All of these proposals seek to address the ever-present challenge of any APM’s benchmark methodology: how to prevent the race to the bottom. When a model adjusts a target price to reflect a single provider’s or provider group’s historical efficiency, the target will continue to decline as providers become more efficient. However, there is a floor to this efficiency beyond which the decreases in utilization necessary to match a declining target price would likely threaten the quality of patient care. Thus, a floor must exist in target price methodologies.

Conclusions

APMs such as BPCI Advanced play an important role in healthcare. It is likely that innovation will occur at NM as a result of participation and that performance will continue to improve. Its efforts and the lessons learned via participation will position NM as best possible to manage future challenges in joint replacement and other episodes of care. However, the threat and realization of significant financial losses will stifle innovation and performance improvement if NM and others withdraw from participation. There is a floor to possible efficiencies in care, and CMS must acknowledge this fact as it refines target price methodologies.Author Affiliations: Northwestern Memorial HealthCare (JW, HAJ, BW, DM), Chicago, IL.

Source of Funding: None.

Author Disclosures: The authors report no relationship or financial interest with any entity that would pose a conflict of interest with the subject matter of this article.

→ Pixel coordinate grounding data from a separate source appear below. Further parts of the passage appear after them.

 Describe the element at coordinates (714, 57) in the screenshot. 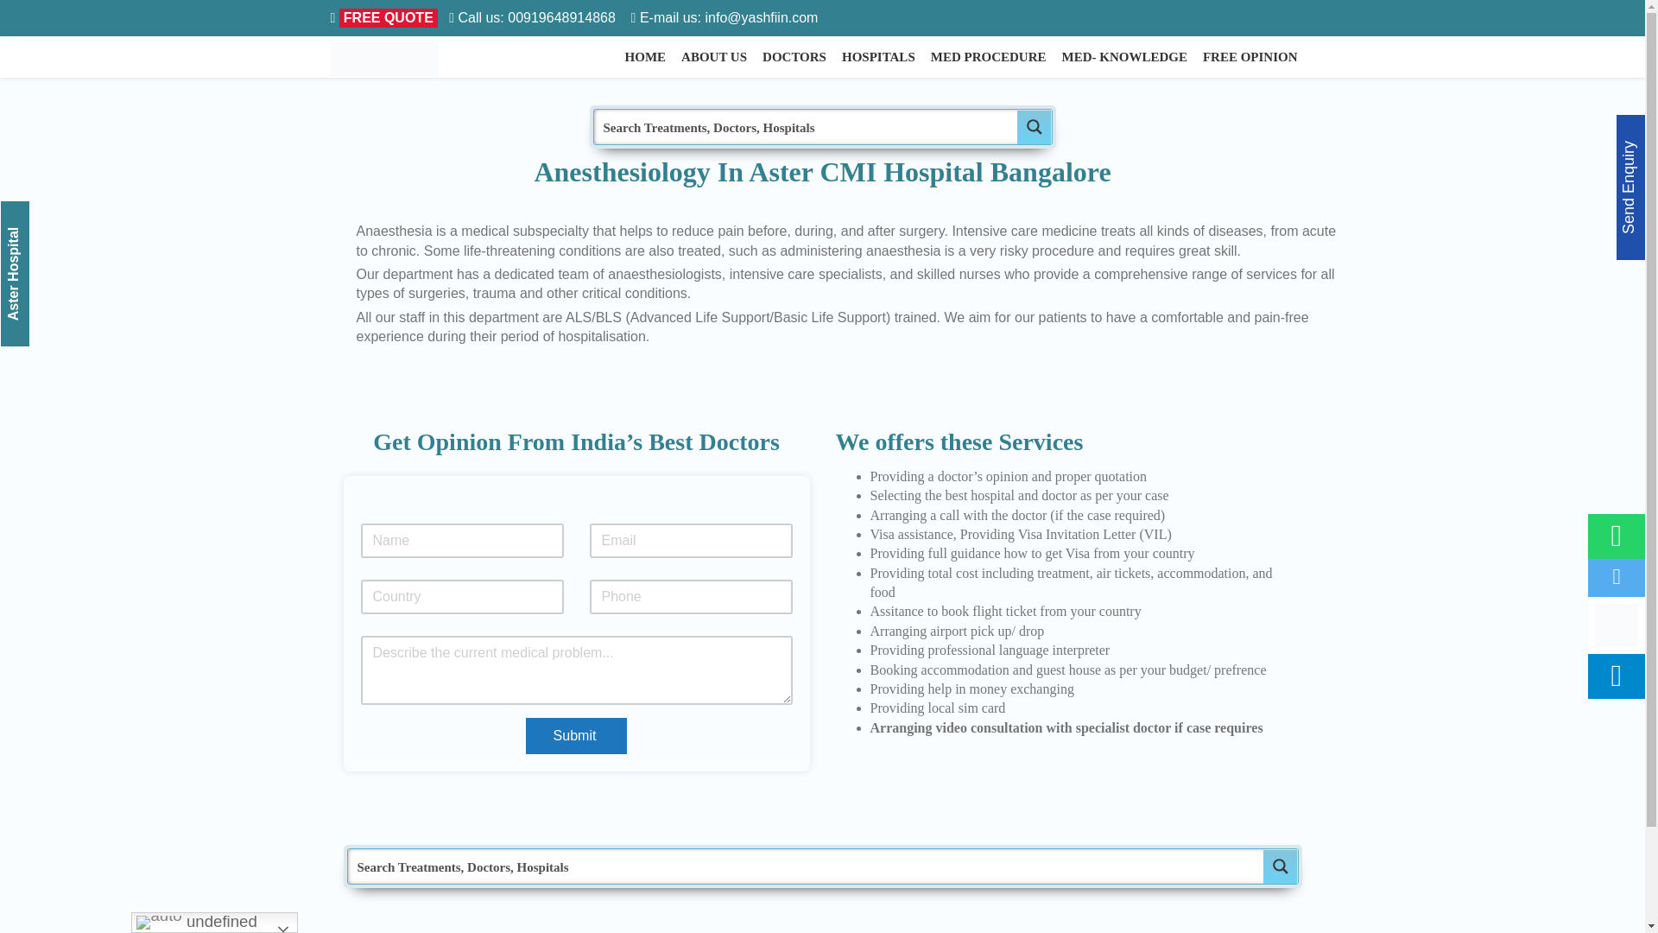

I see `ABOUT US` at that location.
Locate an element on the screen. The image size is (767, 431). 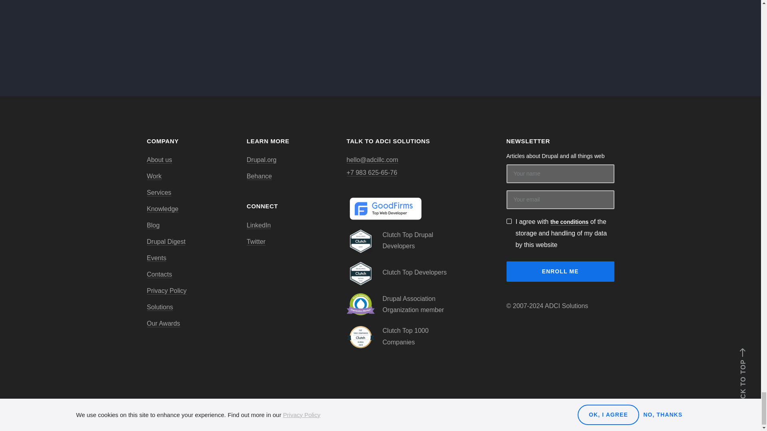
Work is located at coordinates (154, 177).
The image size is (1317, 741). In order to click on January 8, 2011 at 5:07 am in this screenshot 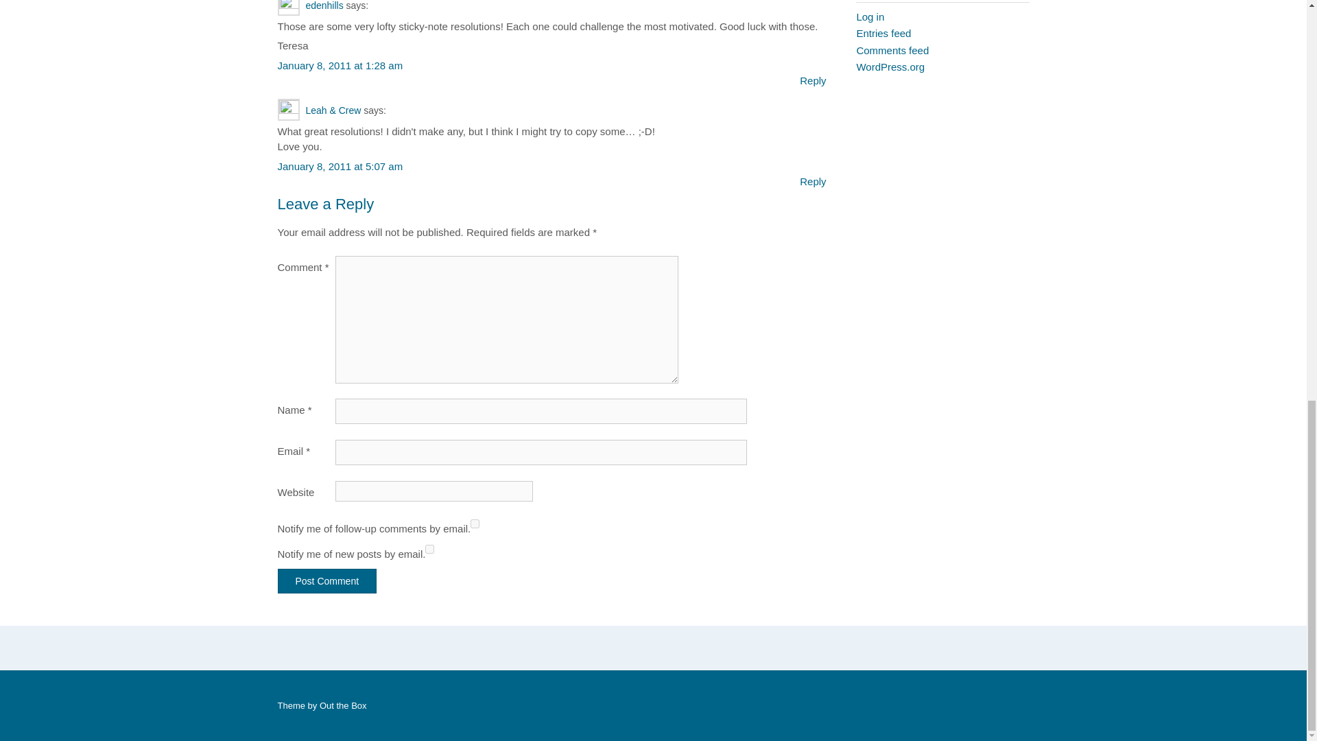, I will do `click(340, 166)`.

Authorship Information: Concept and design (JW, HAJ, BW, DM); analysis and interpretation of data (JW, DM); drafting of the manuscript (JW, DM); critical revision of the manuscript for important intellectual content (JW, DM); administrative, technical, or logistic support (HAJ, BW); and supervision (HAJ, BW).

Send Correspondence to: Jessica Walradt, MS, Northwestern Memorial HealthCare, 251 E Huron St, Chicago, IL 60611. Email: Jessica.walradt@nm.org.REFERENCES

1. Azar AM II. Remarks on primary care and value-based transformation. HHS website. hhs.gov/about/leadership/secretary/speeches/2018-speeches/remarks-on-primary-care-and-value-based-transformation.html. Published November 8, 2018. Accessed March 15, 2019.

2. Speech: remarks by CMS Administrator Seema Verma at the Medicare Advantage and Prescription Drug Plan Spring Conference. CMS website. cms.gov/newsroom/fact-sheets/speech-remarks-cms-administrator-seema-verma-medicare-advantage-and-prescription-drug-plan-spring. Published May 9, 2018. Accessed March 15, 2019.